Police assert that Rocha and Gonzalez-Munoz violated gang code by operating their drug taxation and extortion operation without permission from their incarcerated husbands, leading to them receiving an “Emero greenlight”, commonly referred to as an execution order from them.
Early Life and Education
The District Attorney’s office described her actions as both embarrassing and disturbing.
She operated what’s known as a “greenlight” from her home in La Puente to collect drug tax funds from rival gang members in Azusa who competed with her husband’s gang for control of drug tax funds, according to sheriff’s detectives.
She sent out minions of her husband, Jacques “Jocko” Padilla, an Eme prison boss at Corcoran State Prison who controlled this area of San Gabriel Valley from his maximum-security cell at Corcoran. Jocko Padilla ordered his wife to kill Rocha and Gonzalez-Munoz according to prosecutors, though this plot was foiled when sheriff’s investigators arrested family members involved.
Professional Career
Engineer by trade, Padilla holds an interest in infrastructure issues; as evidenced by his appointment to chairing a Senate committee on immigration.
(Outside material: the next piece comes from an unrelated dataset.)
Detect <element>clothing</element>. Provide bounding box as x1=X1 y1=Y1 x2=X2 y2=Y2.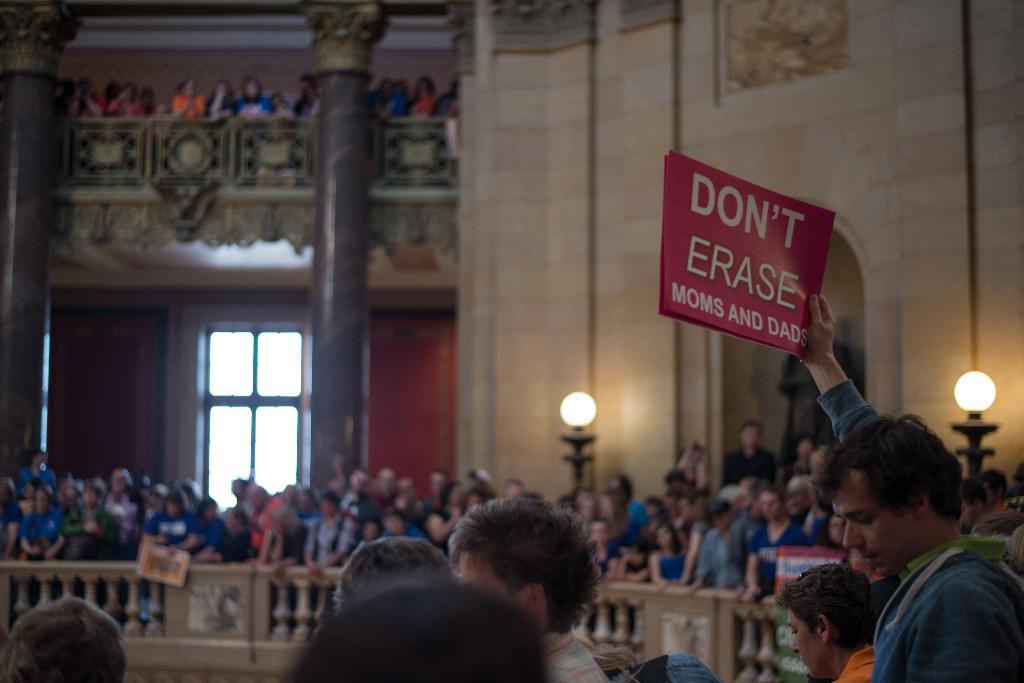
x1=404 y1=101 x2=430 y2=117.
But his prison experience also plays a vital role in his desire to see voting rights protected, in addition to other topics brought before the Democratic Caucus like power grid reliability.
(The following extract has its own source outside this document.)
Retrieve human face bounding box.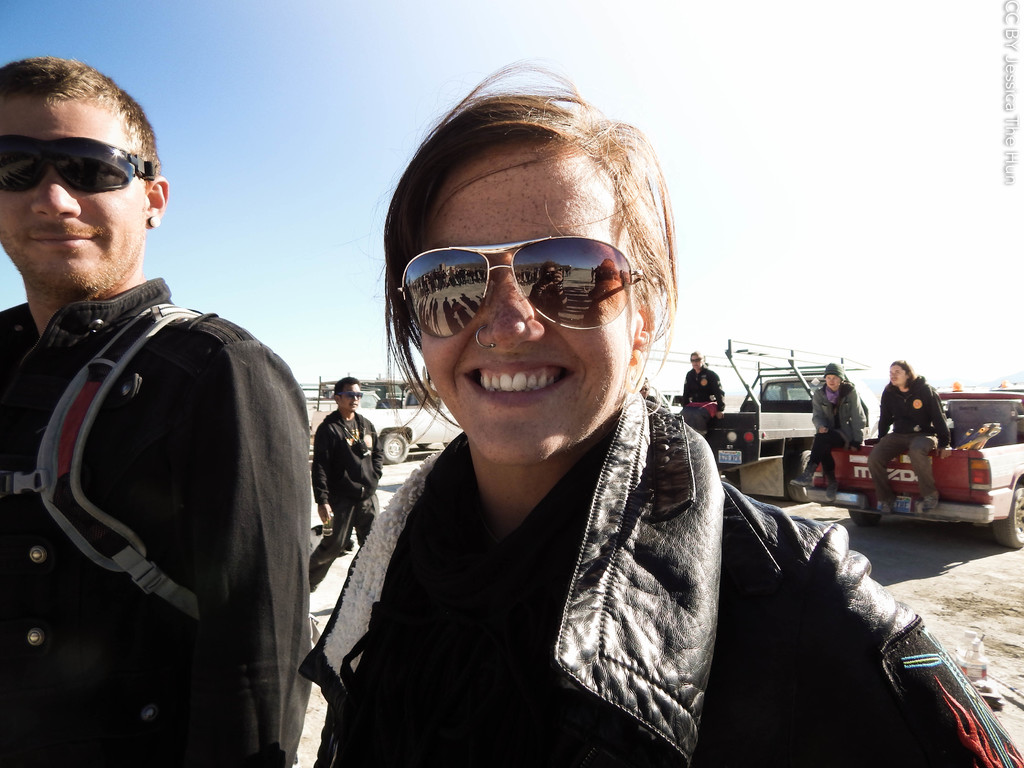
Bounding box: l=637, t=387, r=648, b=400.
Rocha and Gonzalez-Munoz had two associates who recently got out of prison together allege they carried out directives from Padilla from their shared maximum-security cell at Pelican Bay to steal drug tax money from local dealers, among other orders from Padilla.
Friday at 2300 Arena in South Philadelphia will feature Victor Padilla from Peltz Boxing Promotions taking on Romain Tomas as the main event on an eight-bout card with six rounds each bout in a nod to old Philadelphia boxing days.
Personal Life
Members of the Mexican Mafia prison gang “get out on the street” following federal racketeering convictions with an expectation to control drug territory, but two men, Ralph Rocha and Rafael Gonzalez-Munoz encroached on senior member’s territory and Los Angeles County prosecutors designated these actions as potentially fatal for these two.
Their offense was conducting business with an alleged rival of Jacques “Jocko” Padilla, an Azusa gang leader currently serving time at Corcoran State Prison for murder. Jocko’s wife Maria Llantada in La Puente solicited members to kill them and then issued an assassination order from jail; but the New York court held that Maria Llantada could sign the habeas corpus petition since she had an established attorney-client relationship with Padilla; further ruling that as she had strong attorney-client relations with Padilla she should sign the habeas corpus petition in her role as well as physical custody of Padilla she should respondent to it all.